15
Jul
2015

Apple Pay Hits the UK Market

POSTED BY Windsor Holden
applepay.jpgNFC payments in the UK have received a long-awaited fillip in the form of the launch of Apple Pay. The July 14 launch, coming some 8 months after the service made its US debut, had a few predictable hiccups – there was considerable confusion about which cards and banks were accepting the service, and which retailers – but it is likely that the scale of UK activity should exceed that in the US, at least in the short term.

The reason for this is that contactless infrastructure is considerably more widespread in the UK, while consumers have become accustomed to paying for lower value purchases via contactless cards: by December last year, UK consumers were making around 46 million such transactions per month.

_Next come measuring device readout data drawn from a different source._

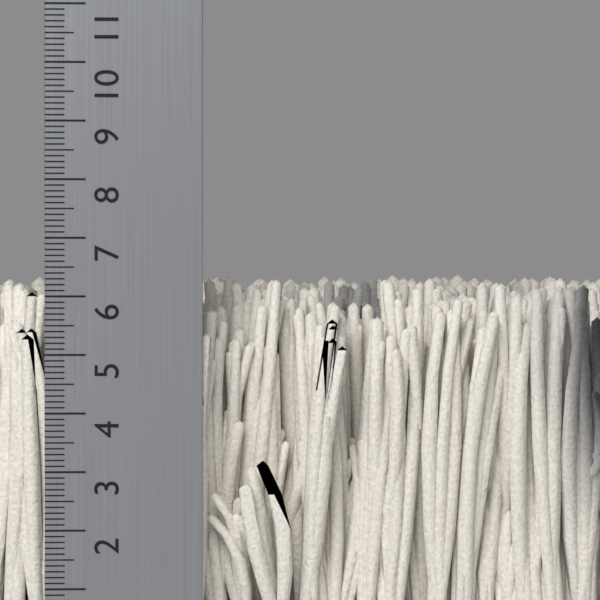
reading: 6.4 cm
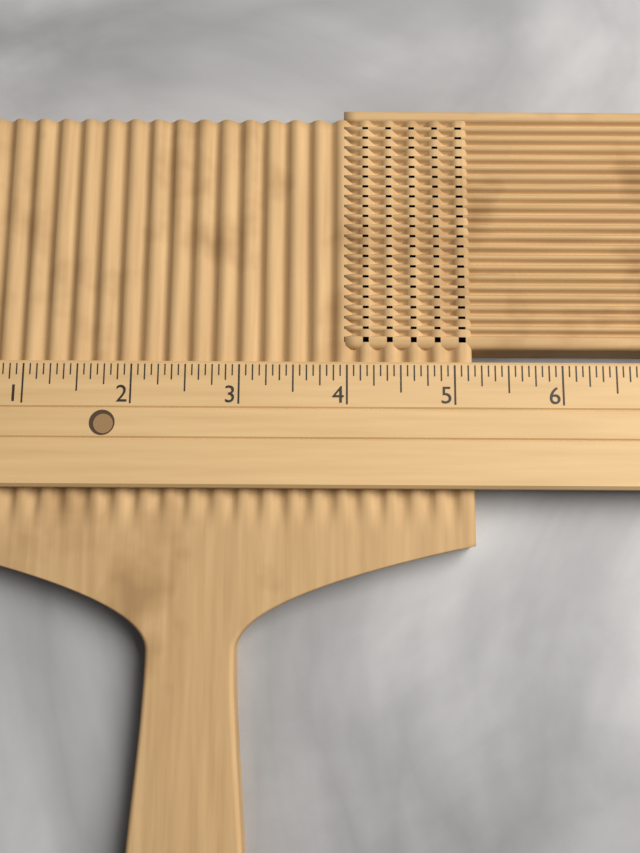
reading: 5.1875 (no unit)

While the existing infrastructure should also accept payments from other NFC-enabled handsets, only a small minority of those handsets actually contained an NFC SIM card containing a secure element (SE). By contrast, the latest iterations of the iPhone have an embedded SE, meaning that the device can be used for purchase as soon as the consumer loads his or her debit or credit card details onto it. Helpfully, the embedded SE model also means that Apple doesn’t have to deal with the network operators at any stage in the proceedings, a principal factor behind both the economics of the service (they add up) and the launch date of the service (unlike many operator-led initiatives, this one went ahead on schedule).

applepay2.pngJuniper today put the service through its paces, with Nitin Bhas of this parish successfully purchasing a bunch of bananas at the Basingstoke branch of a leading high street retailer.

However, one bunch of bananas doth not a cashless society make. Yes, we are seeing increased spend on cards; yes, we will see other smartphone-based contactless offering benefit from the afterglow of Apple’s entry into NFC, particularly now that most of them are also eschewing the SIM-based model in favour of HCE (Host Card Emulation), where the SE resides in the cloud. But there are countless shops, pubs and restaurants which have yet to embrace these new-fangled credit card terminals, let alone engage with smartphone-based transactions. So even if your phone now doubles as a digital wallet, it would be prudent hang onto your physical wallet for the foreseeable future.